New Release: Oh! Coffee Limu, Ethiopia

It seems like it was no time at all since we introduced you to our two inaugural Oh! Coffees and here we are just eight weeks later ready to introduce our next exclusive Oh! Coffee!

One of the things we loved most about our aerobic and white honey Costa Ricans was that they were not only exceptional coffees but they came with an equally exceptional story (a story you can read here!) As we cupped different options for our next coffee as a team, we were very aware that we had set the bar high and we can confidently say, our next coffee will not disappoint!

The latest addition to the Oh! Coffee line up is a fully washed Ethiopian, grown in the south-western region of Limu. Coffees grown in Limu, in particular washed coffees, are considered to be some of Ethiopia’s best highland grown coffees and showcase those distinctive citrus and floral notes typical to coffees grown at high altitude.

ETHIOPIA

Ethiopia is widely hailed as the birthplace of coffee. While Yemen was the first country to grow coffee as a crop and Suden the first place to identify arabica coffee plants, it is Ethiopia where coffee was first consumed by humans (albeit as a fruit rather than a drink!)

If you read our previous blog on coffee growing in Costa Rica, you will remember we awarded the country “best named government department” for its Institute for the Defence of Coffee. While Ethiopia cannot compete with a name of that intensity, it did establish a similar National Coffee Board in the late 1950s to introduce a new way of grading the country’s coffee harvests.

One of the most significant developments in recent years was the introduction of the Ethiopian Commodity Exchange (ECX) in 2008 which brought both positives and negatives. Farmers get paid sooner than before and contracts are much more transparent which are important positives but an unfortunate result, especially for specialty coffee buyers, was that all coffee received by the ECX was commoditised and put into collective regional lots; coffees could be bought by region rather than by farm and producer rendering it virtually impossible to trace.

Opportunities to trade outside the ECX have increased over the last number of years making Ethiopian coffees much easier to trace. The influence of the ECX still remains in trading this way and unlike other coffee growing countries, it is typical of Ethiopia to locate coffees back to specific cooperatives rather than a larger, single estate.

OH! COFFEE

As we’ve already said, this coffee hails from the mountainous Limu region and was processed at a community site called Cheka Labu. The coffee lot is made up of native heirloom varieties from local smallholders who grow cherries in their gardens for local processing stations. This ‘back garden’ production system is an extremely popular model in Ethiopian production.

The coffee cups just as you would expect a high altitude, washed Ethiopian to with a vibrant peach acidity, lemongrass florals and green tea body, and will be our new house espresso at all three locations.

We hope you enjoy it as much as we do and can't wait to see you soon!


• _TASK DESCRIPTION_:
Without including any picture, return the complete set of records exactly.

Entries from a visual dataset
>>>>>
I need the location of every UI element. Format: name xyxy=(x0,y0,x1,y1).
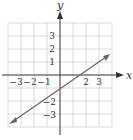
svg-text:−3: −3 xyxy=(9,77,23,87)
line-start-arrow-icon xyxy=(9,117,17,124)
svg-text:3: 3 xyxy=(96,77,102,87)
x-axis-arrow-icon xyxy=(116,72,124,78)
svg-text:−2: −2 xyxy=(43,97,56,107)
line-end-arrow-icon xyxy=(103,54,110,61)
x-axis-label: x xyxy=(126,69,133,82)
svg-text:−2: −2 xyxy=(23,77,36,87)
x-tick-labels: −3 −2 −1 2 3 xyxy=(9,77,102,87)
y-axis-label: y xyxy=(56,0,64,12)
svg-text:−1: −1 xyxy=(37,77,50,87)
y-axis: y xyxy=(56,0,64,135)
svg-text:−3: −3 xyxy=(43,110,57,120)
svg-text:2: 2 xyxy=(83,77,89,87)
coordinate-plane: x y −3 −2 −1 2 3 3 2 1 −2 −3 xyxy=(0,0,133,140)
svg-text:1: 1 xyxy=(49,57,55,67)
svg-text:3: 3 xyxy=(49,31,55,41)
y-axis-arrow-icon xyxy=(57,11,63,19)
svg-text:2: 2 xyxy=(49,44,55,54)
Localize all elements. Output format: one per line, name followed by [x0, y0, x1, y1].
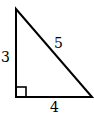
- side-label-hypotenuse: 5: [54, 36, 63, 50]
- right-angle-marker: [16, 87, 26, 97]
- triangle-figure: [0, 0, 94, 114]
- side-label-horizontal: 4: [50, 100, 59, 114]
- right-triangle: [16, 9, 92, 97]
- side-label-vertical: 3: [1, 50, 10, 64]
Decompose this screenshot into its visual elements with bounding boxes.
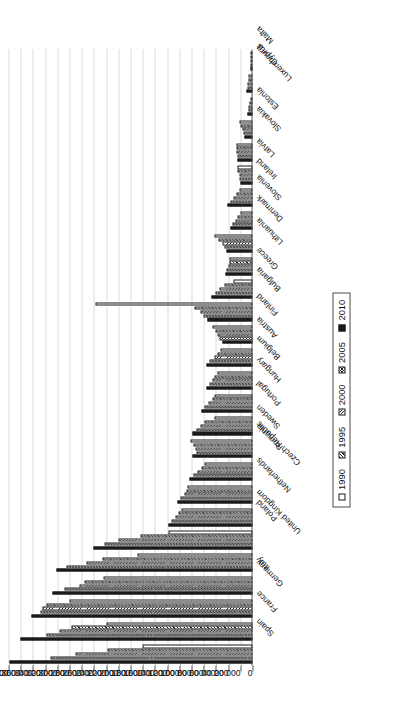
<<<<<
• _PROBLEM SOLUTION_:
I need the location of every UI element. Format: name xyxy=(x0,y0,x1,y1).
svg-text:−3: −3 xyxy=(9,77,23,87)
line-start-arrow-icon xyxy=(9,117,17,124)
svg-text:3: 3 xyxy=(96,77,102,87)
x-axis-arrow-icon xyxy=(116,72,124,78)
svg-text:−2: −2 xyxy=(43,97,56,107)
line-end-arrow-icon xyxy=(103,54,110,61)
x-axis-label: x xyxy=(126,69,133,82)
svg-text:−2: −2 xyxy=(23,77,36,87)
x-tick-labels: −3 −2 −1 2 3 xyxy=(9,77,102,87)
y-axis-label: y xyxy=(56,0,64,12)
svg-text:−1: −1 xyxy=(37,77,50,87)
y-axis: y xyxy=(56,0,64,135)
svg-text:−3: −3 xyxy=(43,110,57,120)
svg-text:2: 2 xyxy=(83,77,89,87)
coordinate-plane: x y −3 −2 −1 2 3 3 2 1 −2 −3 xyxy=(0,0,133,140)
svg-text:1: 1 xyxy=(49,57,55,67)
svg-text:3: 3 xyxy=(49,31,55,41)
y-axis-arrow-icon xyxy=(57,11,63,19)
svg-text:2: 2 xyxy=(49,44,55,54)
Localize all elements. Output format: one per line, name followed by [x0, y0, x1, y1].
- side-label-hypotenuse: 5: [54, 36, 63, 50]
- right-angle-marker: [16, 87, 26, 97]
- triangle-figure: [0, 0, 94, 114]
- side-label-horizontal: 4: [50, 100, 59, 114]
- right-triangle: [16, 9, 92, 97]
- side-label-vertical: 3: [1, 50, 10, 64]
Decompose this screenshot into its visual elements with bounding boxes.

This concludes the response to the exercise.